Theology rarely appears on this blog, though I have a dual degree in English and Religion and read a fair number of books with religious themes. Never fear: it’s not your average pie-in-the-sky Christian talk in Waiting for the Last Bus, Richard Holloway’s brand-new book about old age and death. Holloway was a career priest and has written nearly 30 theological works, but he comes at things from a refreshingly different angle. In Leaving Alexandria (2012), one of my all-time favorite memoirs, he recorded his drift away from orthodoxy – even as he rose through the ranks of the Church of Scotland to become Bishop of Edinburgh. He recognizes morality as provisional (like in another of his books I’ve read, Godless Morality (1999)) – the Church has changed its mind about women and gay people, for instance – and doesn’t waste time pondering the supernatural or the chance of eternal life, but he still thinks religion has lessons to teach us about how we can approach death with dignity.
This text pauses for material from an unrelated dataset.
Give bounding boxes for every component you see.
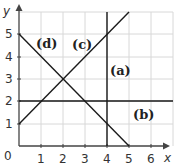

The thematic scaffolding of this short book, which grew out of a Radio 4 series that aired in 2016, is acceptance versus denial. For Holloway, going prematurely bald was like a preview of ageing, and the futility of the quack hair restoration pills he ordered from a magazine was his first lesson in accepting what you cannot change about yourself. Seeing ourselves as we really are is a lifelong struggle, Holloway acknowledges; some only grasp their identity right at the end, as death approaches. Predestination is a doctrine common to Christianity and Islam, but he is more inclined to mix free will and fate. His recurring metaphor is of a deck of cards: life is a hand that you are dealt, but you get to choose exactly how to play it.

This is a richly allusive book, full of snatches of literature (especially poetry), as well as excerpts from obituaries and from funeral addresses Holloway has given. He also discusses the fear of death, the dystopian possibilities of cryogenic freezing, countering regrets with forgiveness, and how the way we face death could redeem a disappointing life. Holloway’s is a voice of wisdom worth heeding, and he is honest and humble instead of giving pat answers to life’s enormous questions. I would be particularly likely to recommend this to readers of Julian Barnes’s Nothing to Be Frightened Of who want a contrasting perspective.

 

A couple of favorite passages:

“I have ministered [Last Rites] myself and seen the peace they can bring at the end. I have sent good friends into the arms of a merciful God I was no longer sure I believed in. And I was convinced not only of the efficacy but of the honesty of what I was doing. I was not there to ventilate my doubts but to help the dying find the strength to cast off and take the tide that was pulling them out.”

“Religion is at its most compelling when it restrains the urge to explain death away and contents itself with voicing our sorrow and defiance that [death] keeps beating us into the ground. It feels most authentic when it stops preaching and becomes, instead, our song, our protest, the handkerchief waved against the immense tank looming at the corner of the street.”

My rating:


Waiting for the Last Bus is published in the UK today, March 1st. With thanks to Canongate for the free copy for review.